Mick was a regular visitor to his fellow Clareman in the Phoenix Park while work was ongoing. “We spent a long time on it; I was going over and back to the Áras quite a bit.”

A painting of Mick’s, inspired by the Civil War, was on show until last Sunday at the Royal Scottish Academy’s Annual Exhibition in Edinburgh.

About the piece of work there, he said, “It’s of a Republican being arrested by a Free State soldier. It’s set on a table top of all things, so there’s a surreal element to it.”

It was inspired by a photograph from the time and he is very interested in the revolutionary period.
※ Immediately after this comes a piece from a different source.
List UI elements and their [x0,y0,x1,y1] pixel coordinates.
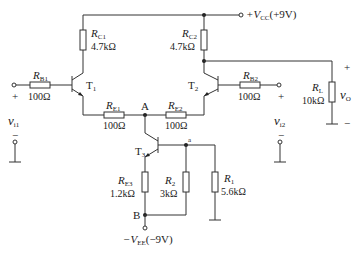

“I use the idea of the table top as a stage or a setting, wherein things are acted out. In the case of the one that is reproduced there, it is a moment in time, based on a photograph of a Republican being arrested by a Free State soldier in Dublin, during the Civil War. The reason why I did that was because my uncle Paddy O’Dea, who would have been my father’s older brother, he was arrested in Ennis in 1922 by the Free State Army and imprisoned in Limerick and the Curragh. He was released around October or November of 1923. For me, that’s a personal reference.”

Another uncle of his was also involved in the Mid Clare Division of the IRA, where he says their commander was the father of future Minister Sylvester Barrett.

At the moment, he also has a portrait of poet Francis Ledwidge on show at the Solstice Arts Centre in Navan. He was commissioned for it as this year marks the centenary of the death of the Meath war poet, who died in World War I.

Another painting of his will be exhibited in London during the summer, which he said mixes his interest in Ireland’s revolutionary period and what is happening in Britain nowadays.

“It’s going to be hanging in the Royal Academy in London for their summer exhibition, commencing in June. Again, that painting is from the Irish Civil War. It’s of Free State troops firing from behind a barrier.

“For me, there is a connection between the barrier that the Free State Troops are shooting behind and the kind of barriers that are coming up in Europe at the moment and the fact that Britain is going through Brexit. I decided it would be an appropriate thing to hang there for the summer show.”

He added, “I’m interested in politics and I’m interested in history. If I’m going to put a painting into somewhere like the Royal Academy in London, I usually would be strategic about what I decide to put in. Even though it is about something that occurred nearly 100 years ago in Ireland, I think that the image has very strong symbolism for what is happening now.”

In July, he will be part of an exhibition of Irish landscape painting on the island of Paxos, as part of an Irish festival there, which will also involve artists such as Barbara Allen and Jim Allen, as well as musicians Andy Irvine and Donal Lunny.